While I am personally extremely open in terms of sharing on the web, I have honestly taken time to craft the specific image that I would like people to see. Openness and curation are not in opposition to one another. If you weren’t aware, I am 25 years old, but as someone who works in the financial field where many assume that a 25 year old couldn’t have the level of experience that I do, I don’t advertise my age. I would rather people see my ideas and knowledge versus my age and pedigree (my father is a lawyer and none of my other relatives work anywhere close to finance).

On Twitter, I delete at least two thirds of the messages I write before I post them. Why? Because I know that although I would love to share these thoughts, it isn’t appropriate. I don’t want everyone knowing everything I think, would you?

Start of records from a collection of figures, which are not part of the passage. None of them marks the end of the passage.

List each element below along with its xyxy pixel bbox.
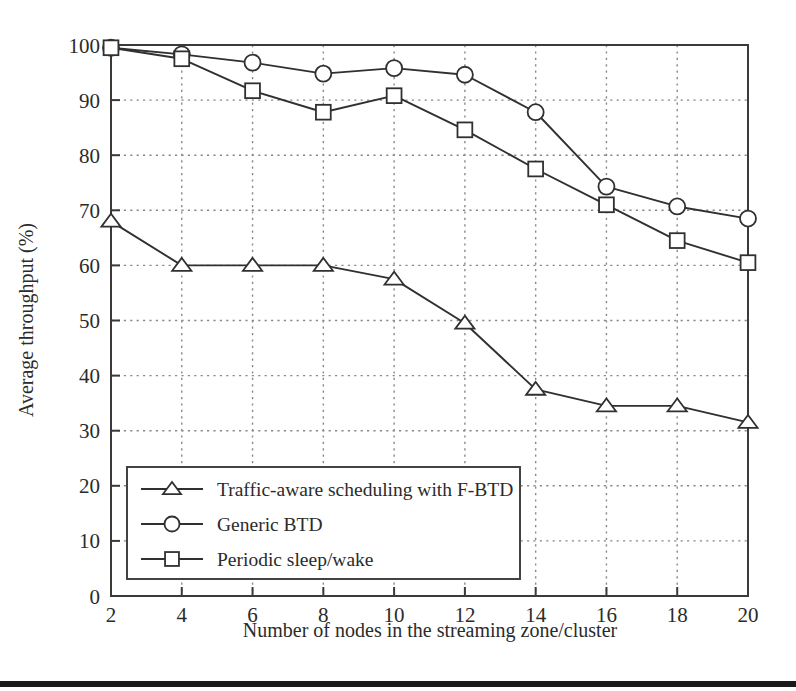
data-point-marker — [741, 255, 756, 270]
x-tick-label: 18 — [667, 603, 688, 627]
data-point-marker — [316, 105, 331, 120]
data-point-marker — [669, 198, 685, 214]
y-tick-label: 20 — [79, 474, 100, 498]
y-tick-label: 50 — [79, 309, 100, 333]
y-tick-label: 0 — [90, 585, 101, 609]
data-point-marker — [315, 66, 331, 82]
legend-label: Traffic-aware scheduling with F-BTD — [217, 479, 513, 500]
y-tick-label: 70 — [79, 199, 100, 223]
x-tick-label: 4 — [177, 603, 188, 627]
y-tick-label: 100 — [69, 34, 101, 58]
y-tick-label: 90 — [79, 89, 100, 113]
legend-marker-square-icon — [165, 552, 179, 566]
y-axis-title: Average throughput (%) — [15, 223, 38, 417]
legend-item-3[interactable]: Periodic sleep/wake — [141, 549, 374, 570]
x-axis-title: Number of nodes in the streaming zone/cl… — [243, 619, 618, 642]
x-tick-label: 20 — [738, 603, 759, 627]
data-point-marker — [457, 67, 473, 83]
throughput-line-chart: 0102030405060708090100 2468101214161820 … — [0, 0, 796, 691]
y-tick-label: 80 — [79, 144, 100, 168]
legend-label: Periodic sleep/wake — [217, 549, 374, 570]
data-point-marker — [245, 55, 261, 71]
data-point-marker — [245, 83, 260, 98]
data-point-marker — [528, 104, 544, 120]
legend-marker-circle-icon — [164, 516, 179, 531]
data-point-marker — [387, 88, 402, 103]
y-tick-label: 40 — [79, 364, 100, 388]
data-point-marker — [599, 197, 614, 212]
data-point-marker — [528, 162, 543, 177]
legend: Traffic-aware scheduling with F-BTDGener… — [127, 467, 520, 579]
y-tick-label: 60 — [79, 254, 100, 278]
data-point-marker — [598, 179, 614, 195]
bottom-divider-rule — [0, 681, 796, 687]
data-point-marker — [457, 122, 472, 137]
data-point-marker — [174, 51, 189, 66]
y-tick-label: 10 — [79, 529, 100, 553]
data-point-marker — [740, 211, 756, 227]
x-tick-label: 2 — [106, 603, 117, 627]
data-point-marker — [670, 233, 685, 248]
data-point-marker — [104, 40, 119, 55]
y-tick-label: 30 — [79, 419, 100, 443]
figure-container: 0102030405060708090100 2468101214161820 … — [0, 0, 796, 691]
data-point-marker — [386, 60, 402, 76]
legend-label: Generic BTD — [217, 514, 323, 535]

None of us is perfect, and god knows I have skeletos in my closet just as every one of you does. We all have things that we would rather people not know about us, things we would rather not share about ourselves with the world. These things are not necessarily bad, they are just things we would rather people not directly associate with us. The curation of an image is something everyone on this earth does.

Facebook is opening up this conversation, asking you, are you ok with sharing who you really are, in its entirety by connecting to these applications?

There are aspects of the open graph I love, like the ability to better understand myself. But there are many more aspects that scare even me, someone who has grown up in this age of social, someone who shares just about everything.

But do I really want everyone to know that I love the song City from Natalie Imbruglia?